Not all happenings end so mildly. Indeed one poor unfortunate snapped beneath the strain of such an experience – and paid with his life. He was a sentry who, in January 1815, was on patrol before the arched doorway of the Martin Tower (then the Jewel House). Midnight was striking when, to his sudden horror, he saw the figure of a huge bear emerge from beneath the door. Desperately he lunged with his bayonet, only to have the weapon pass through the shape and embed itself in the oaken door. His comrades, hearing the commotion, hurried to the spot – to find him stretched unconscious on the ground.
Questioned the next day by the Jewel House Keeper, Mr Edmund Lenthal Swifte, the sentry was ‘trembling and haunted by fear, a man changed beyond recognition’. Within two days he was dead-during which time his bayonet still pierced the ancient timbers of the door he had died guarding.
And such are the quirks of fate that it was Lenthal Swifte himself who was involved in one of the eeriest emanations ever to occur within the fortress. One cold night in October 1817 the Keeper of The Crown Jewels was having supper in the dining room of the Martin Tower. The three doors to the room were closed and heavy curtains shrouded the two windows. His family, consisting of his wife, their son aged seven, and his wife’s sister, sat round the oblong table, his wife facing the fireplace. Two candles illuminated the scene, though doubtless a fire burned bright as well. Mrs Swifte raised a glass of wine and water to her lips, then suddenly exclaimed, ‘Good God! What is that?’ Swifte looked up – to see what appeared to be a glass cylinder about three inches in diameter floating above the table; within it bluish-white fluids swirled and writhed. It hovered then, moving slowly along, passed behind his wife. Immediately she cowered, covering her shoulder with both hands. ‘Oh Christ!’ she shrieked. ‘It has seized me!’ That she felt something was evident, for no mirror faced her, only the fireplace, yet her sister and son saw nothing of the appearance. Mr Swifte, filled with horror, sprang to his feet and hurled his chair at the hovering apparition - to see the tube cross the upper end of the table and disappear in the recess of the opposite window.
Later Mr Swifte, an intelligent and highly responsible official, set down a detailed report of the occurrence. Never once when recounting it during later years did he change a single detail – or deny the terror which imprinted itself on his memory that dark night in the Martin Tower.
Not all visitations in that locality are, however, hostile.

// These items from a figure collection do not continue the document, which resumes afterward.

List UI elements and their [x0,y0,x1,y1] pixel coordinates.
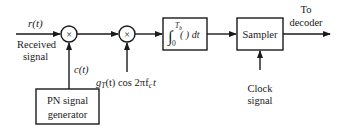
pn-generator-label-line1: PN signal [47,95,88,106]
received-label-line2: signal [23,51,48,62]
clock-label-line2: signal [247,95,272,106]
multiply-icon: × [124,29,130,40]
mixer-1: × [61,26,77,42]
output-label-line2: decoder [289,17,323,28]
multiply-icon: × [66,29,72,40]
received-label-line1: Received [17,39,57,50]
integral-body: ( ) dt [180,29,200,41]
integrator-block: ∫ Tb 0 ( ) dt [163,18,207,50]
output-label-line1: To [301,4,312,15]
sampler-label: Sampler [243,29,278,40]
sampler-block: Sampler [237,18,283,50]
integral-lower-limit: 0 [172,39,176,48]
spreading-code-label: c(t) [74,64,89,76]
mixer-2: × [119,26,135,42]
pn-generator-block: PN signal generator [36,89,99,124]
clock-label-line1: Clock [247,83,273,94]
dsss-receiver-diagram: r(t) Received signal × × ∫ Tb 0 ( ) dt S… [0,0,339,137]
carrier-label: gT(t) cos 2πfct [96,77,157,90]
input-signal-label: r(t) [28,17,43,30]
pn-generator-label-line2: generator [48,109,88,120]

South of the Martin Tower and connected to it by Northumberland’s Walk lies the Constable Tower. Once, long ago, the residence of the Constable of the Tower of London, it is now the home of a yeoman warder and his wife.
Over the years since 1973 a ‘presence’ has manifested itself. This spirit has nudged the wife’s arm so determinedly that the pen spluttered sideways across the paper! The occupants of the Constable Tower are immediately aware of its arrival, because it is heralded by a strong ‘horseman’ smell, a compounded odour of leather, of sweating horseflesh, - that of a rider who, having just dismounted after a long hard gallop, strides into his home.
‘He’s here again!’ comments the yeoman warder, and his wife nods agreement. They’re not apprehensive for, far from being hostile, this spirit generates a warm friendliness - a rarity indeed in the Tower of London!